Friday, February 4, 2022

Agnostics and Atheists

 

The Agnostic’s Hope

 

            Suppose you are a religious agnostic.  You find yourself thinking it is possible that karma is real whether or not this or that branch of Hinduism describes it correctly, it is possible that there is a personal God such as preached in Judaism, Islam, or Christianity, it is possible that there exists a “moral arc” to the universe such that the universe tends toward justice, and it is possible that all these versions of transcendence are false.  The last option is what philosophers call “naturalism,” the doctrine that the natural world described by science is the whole world.  As an agnostic, you think that all these possibilities are possibly true, though you might also think some one of them much more likely than the others.  Your belief that some religious doctrine might be true distinguishes you from the atheist, who says we can know that such doctrines are false.

            What might you, as a religious agnostic, hope for?

            Traditionally, philosophers have said that hope combines desire and belief, in the following way.  First, we hope for things we want or think will be good for us.  Since Socrates, philosophers have said that people pursue the good, or at least what they think is good.  The various religions offer a variety of object-states (to borrow a technical term from Andrew Brei) that people might hope for.  In Hinduism, one might hope for reincarnation at a higher level of being.  A Muslim might hope for resurrection to a blissful garden of delights.  A Christian might hope for the Kingdom of God to come.  All of these are images of a future people might desire.
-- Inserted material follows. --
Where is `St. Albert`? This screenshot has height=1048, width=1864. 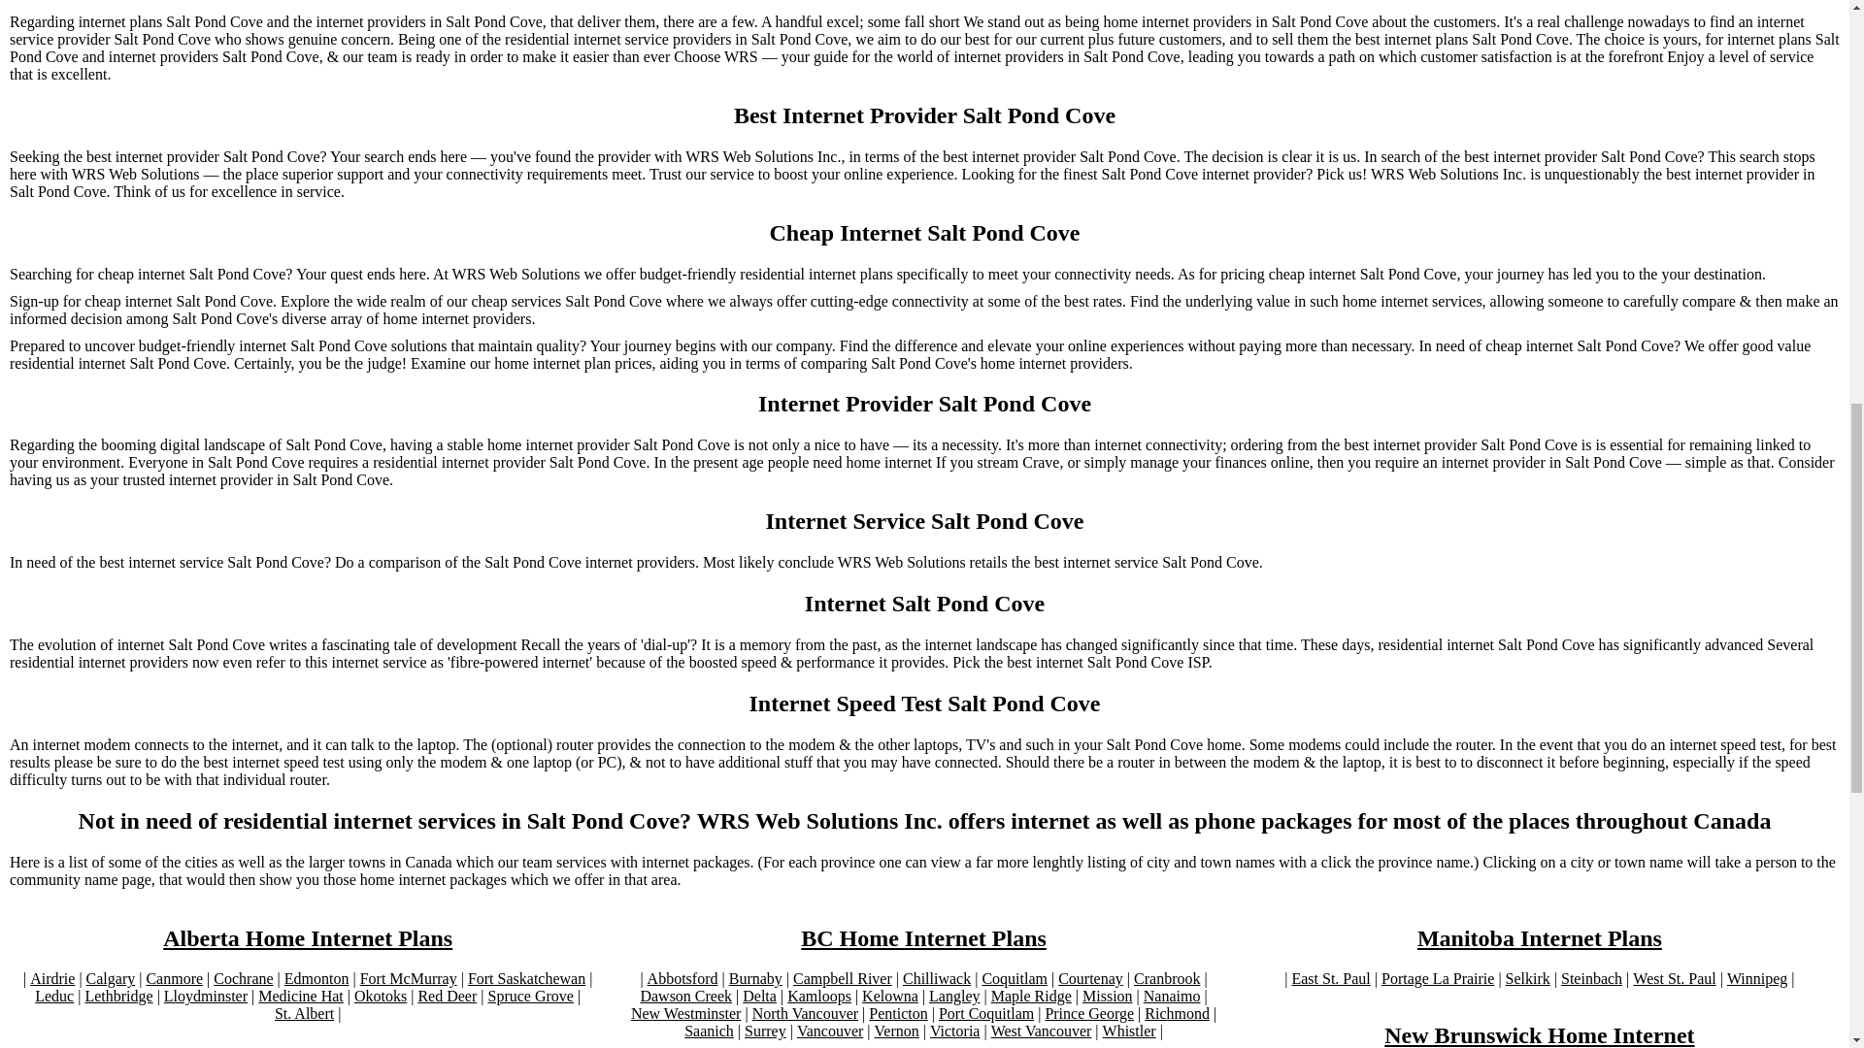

            Second, hope requires a belief that the desired good is possible.  The probability of the desired object-state must be greater than zero and less than one.  If some desired outcome is certain, we don’t hope for it, because it’s already here.  If the desired outcome is impossible, we might wish for it, but we can’t be said to hope for it.

            It seems to follow that the religious agnostic may hope for any of the object-states proferred by the various religions he thinks might be true.  He does not need to believe the religious doctrines are likely to be true, only that they might be true.  In the extreme case, the religious agnostic might think philosophical naturalism has a 90% probability of being true—and still hope for a good reincarnation, a garden of delights, or the kingdom of God.

            Now, some philosophers—Friedrich Nietzsche or Simon Critchley—may advise us that such hopes are dangerous, especially if we let low probability hopes influence important decisions.  If President Obama based policy decisions on “audacious hope” (Obama’s campaign slogan in 2008), he invited disaster.  So wrote Critchley.  These philosophers advice is, “Don’t get your hopes up.”  If some desired object-state has a low probability, don’t let that desired outcome affect your decisions.

            Adrienne Martin argues that sometimes it makes perfect sense to “hope against hope.”  I may judge that my desired object-state is unlikely—e.g. the cancer drug offered by the doctors may have a one-in-ten thousand chance of curing me—and still I may decide, based on the importance of that desired object-state to “license” myself to hope for it.

            I have written extensively about the debate between the cautious view advocated by Critchley and the more expansive position taken by Martin.  My book, Understanding Hope, will come out this year.  For now, though, I will set aside that question.

            My point now is this: the agnostic may hope for religiously inspired object-states.  Whether or not she should is a matter of practical reason.  The person who cannot hope for such good things is the atheist.

            To be consistent, the atheist must shun any hope proffered by a religious system he knows to be false.  As a naturalist, he knows (or believes based on overwhelming evidence), in the words of Carl Sagan, “The cosmos is all that is or was or ever will be.” 

Sometimes it is hard to pin down philosophical naturalists as to what that means.  Is it possible that alien species have invented resuscitation machines to bring dead people back to life?  Some naturalists might say yes, since advanced alien technology is possible; but with the same breath they would deny that God might resurrect people.  I leave it to the naturalist to specify what it is she thinks does not exist.  But once she does, she should not hope for object-states based on definite unrealities.

Thus, I think, there is an important difference between the hopes of the religious agnostic and the atheist.